As an example: For more than four decades, Northern Essex Community College’s TRIO-funded PACE Program has served around 250 first generation, low-income students a year, providing them with study skills workshops and coaching, essay writing tutorials, internship opportunities, field trips to four-year universities, and access to transfer scholarships.

The results are spectacular: Every year, persistence, academic standing, and graduation rates for PACE students are 20-30 percent higher than the overall student population, all at a cost of just $1,500 or so annually for each student, an amazing return on investment.

Each of the programs the president is aiming to eliminate serves a marginalized, at-risk population of students, such as those with the greatest need for financial assistance, single parents, first generation students, veterans, or students with disabilities; or provides assistance to under-resourced institutions like community colleges or schools that, based on their  enrollment demographics, are designated as minority serving institutions.
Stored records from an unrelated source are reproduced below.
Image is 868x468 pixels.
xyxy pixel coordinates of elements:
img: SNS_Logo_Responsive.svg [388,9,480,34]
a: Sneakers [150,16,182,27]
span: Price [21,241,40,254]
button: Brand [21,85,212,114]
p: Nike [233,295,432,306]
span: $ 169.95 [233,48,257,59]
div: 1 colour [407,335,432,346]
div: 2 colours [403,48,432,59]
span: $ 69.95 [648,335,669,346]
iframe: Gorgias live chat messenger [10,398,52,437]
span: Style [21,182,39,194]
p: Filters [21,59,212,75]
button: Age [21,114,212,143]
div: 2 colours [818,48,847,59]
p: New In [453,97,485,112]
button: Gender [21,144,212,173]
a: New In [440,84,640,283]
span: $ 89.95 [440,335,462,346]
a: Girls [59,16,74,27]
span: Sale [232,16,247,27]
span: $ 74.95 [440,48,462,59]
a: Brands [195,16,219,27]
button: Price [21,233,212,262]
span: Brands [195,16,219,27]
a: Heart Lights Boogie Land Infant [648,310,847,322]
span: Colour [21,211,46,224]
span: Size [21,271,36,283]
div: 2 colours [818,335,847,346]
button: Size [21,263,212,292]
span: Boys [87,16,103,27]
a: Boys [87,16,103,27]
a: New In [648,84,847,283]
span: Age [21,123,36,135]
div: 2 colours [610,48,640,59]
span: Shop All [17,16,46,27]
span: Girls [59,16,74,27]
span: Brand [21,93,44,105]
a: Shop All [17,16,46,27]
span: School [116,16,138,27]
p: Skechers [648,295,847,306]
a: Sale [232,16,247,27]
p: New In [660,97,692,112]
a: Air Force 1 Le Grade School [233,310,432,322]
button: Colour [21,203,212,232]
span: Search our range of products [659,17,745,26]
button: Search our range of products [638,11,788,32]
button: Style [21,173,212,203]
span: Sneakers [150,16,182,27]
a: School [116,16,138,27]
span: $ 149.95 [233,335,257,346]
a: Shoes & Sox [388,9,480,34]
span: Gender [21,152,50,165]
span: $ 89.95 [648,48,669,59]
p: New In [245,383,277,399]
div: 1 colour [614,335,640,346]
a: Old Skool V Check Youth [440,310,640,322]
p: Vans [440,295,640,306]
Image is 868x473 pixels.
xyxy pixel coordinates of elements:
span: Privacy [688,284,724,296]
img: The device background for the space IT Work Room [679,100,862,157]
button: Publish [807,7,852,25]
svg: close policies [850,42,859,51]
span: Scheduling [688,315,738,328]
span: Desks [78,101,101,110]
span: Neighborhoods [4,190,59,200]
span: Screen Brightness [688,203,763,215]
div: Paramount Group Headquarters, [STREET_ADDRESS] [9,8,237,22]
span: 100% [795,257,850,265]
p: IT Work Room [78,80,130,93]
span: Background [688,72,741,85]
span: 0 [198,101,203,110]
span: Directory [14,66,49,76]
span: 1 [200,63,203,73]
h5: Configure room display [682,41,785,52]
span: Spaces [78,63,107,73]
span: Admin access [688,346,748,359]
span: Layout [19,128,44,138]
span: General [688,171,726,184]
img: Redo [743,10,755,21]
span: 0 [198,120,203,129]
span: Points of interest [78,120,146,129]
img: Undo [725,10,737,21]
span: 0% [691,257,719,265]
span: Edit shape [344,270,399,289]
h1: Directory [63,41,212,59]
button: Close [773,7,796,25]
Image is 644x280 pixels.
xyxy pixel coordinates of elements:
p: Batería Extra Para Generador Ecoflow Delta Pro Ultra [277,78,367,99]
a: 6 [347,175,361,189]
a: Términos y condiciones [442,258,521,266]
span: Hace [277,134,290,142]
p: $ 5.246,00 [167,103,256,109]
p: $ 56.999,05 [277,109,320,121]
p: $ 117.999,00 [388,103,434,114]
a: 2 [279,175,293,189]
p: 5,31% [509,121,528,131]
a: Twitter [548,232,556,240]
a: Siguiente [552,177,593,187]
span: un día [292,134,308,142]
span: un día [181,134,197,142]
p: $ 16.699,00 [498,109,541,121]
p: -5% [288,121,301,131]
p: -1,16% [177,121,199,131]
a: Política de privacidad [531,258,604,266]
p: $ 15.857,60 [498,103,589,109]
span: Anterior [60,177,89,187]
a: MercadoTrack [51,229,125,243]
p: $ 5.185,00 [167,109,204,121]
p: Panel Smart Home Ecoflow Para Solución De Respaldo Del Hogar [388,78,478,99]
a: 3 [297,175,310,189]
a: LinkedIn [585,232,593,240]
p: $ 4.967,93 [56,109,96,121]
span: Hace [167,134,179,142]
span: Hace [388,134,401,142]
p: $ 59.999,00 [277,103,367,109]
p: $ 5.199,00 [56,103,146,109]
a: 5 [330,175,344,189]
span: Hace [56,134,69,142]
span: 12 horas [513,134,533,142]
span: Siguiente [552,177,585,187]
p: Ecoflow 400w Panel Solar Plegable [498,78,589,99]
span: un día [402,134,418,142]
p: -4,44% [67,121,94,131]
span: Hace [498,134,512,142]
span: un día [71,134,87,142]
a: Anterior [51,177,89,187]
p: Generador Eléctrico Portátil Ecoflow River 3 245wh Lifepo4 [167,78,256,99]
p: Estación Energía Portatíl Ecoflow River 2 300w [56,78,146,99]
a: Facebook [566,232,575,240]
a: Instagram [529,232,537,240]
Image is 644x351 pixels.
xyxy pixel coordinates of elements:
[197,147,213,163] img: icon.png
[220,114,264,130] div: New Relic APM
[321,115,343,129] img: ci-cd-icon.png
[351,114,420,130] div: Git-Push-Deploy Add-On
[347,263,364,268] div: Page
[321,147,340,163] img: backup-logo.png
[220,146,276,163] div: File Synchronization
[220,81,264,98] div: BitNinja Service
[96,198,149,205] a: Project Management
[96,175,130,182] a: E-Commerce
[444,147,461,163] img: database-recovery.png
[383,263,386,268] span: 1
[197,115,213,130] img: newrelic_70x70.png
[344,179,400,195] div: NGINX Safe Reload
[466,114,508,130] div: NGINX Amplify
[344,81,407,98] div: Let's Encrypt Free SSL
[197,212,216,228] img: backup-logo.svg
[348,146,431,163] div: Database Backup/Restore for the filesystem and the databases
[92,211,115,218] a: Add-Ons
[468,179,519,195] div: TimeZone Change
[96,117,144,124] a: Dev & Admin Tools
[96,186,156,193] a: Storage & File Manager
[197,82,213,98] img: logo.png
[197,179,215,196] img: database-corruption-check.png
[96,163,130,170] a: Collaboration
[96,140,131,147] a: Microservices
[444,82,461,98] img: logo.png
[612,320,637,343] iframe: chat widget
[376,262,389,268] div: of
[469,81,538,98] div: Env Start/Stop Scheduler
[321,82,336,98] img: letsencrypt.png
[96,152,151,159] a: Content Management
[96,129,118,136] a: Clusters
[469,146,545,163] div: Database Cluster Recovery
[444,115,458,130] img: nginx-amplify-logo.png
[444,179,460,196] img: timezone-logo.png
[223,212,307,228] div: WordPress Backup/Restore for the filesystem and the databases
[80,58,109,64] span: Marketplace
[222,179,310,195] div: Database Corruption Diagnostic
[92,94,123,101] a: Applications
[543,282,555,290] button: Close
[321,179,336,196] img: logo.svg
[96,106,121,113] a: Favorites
An Existential Threat to the Safety Net

Every budget is a reflection of someone’s priorities.  Those priorities can be debated, and reasonable minds may disagree, but whether you support it or not, President Trump’s fiscal year 2026 budget represents the most extreme reductions to America’s social safety net programs proposed by any president in modern history.

It recommends cutting nondefense discretionary funding, mostly resources for education (like the TRIO Program), health, and housing programs that benefit the poor, by $163 billion to the lowest level since recordkeeping began in the 1960s, in order to fund more defense and border security spending, and extend his 2017 tax cuts, which have primarily benefitted corporations, investors, and the wealthiest 1 percent of Americans.

While the president insists he is putting “America first” and delivering national economic prosperity with his “Big, Beautiful Bill,” the budget working its way through Congress, if adopted, would inflict enormous damage on disadvantaged populations nationwide.

When it comes to community colleges, it’s doing anything but putting America – and Americans — first. These cuts will pull the rug out from under working-class Americans who are trying hard to better their lives and that of their family — and whose efforts will boost America’s economy and global competitiveness in the process.

It is a vision, and a budget, we must vigorously oppose.

Lane Glenn is president of Northern Essex Community College. He is a member of the board of MassINC, the nonprofit civic organization that is the publisher of CommonWealth Beacon.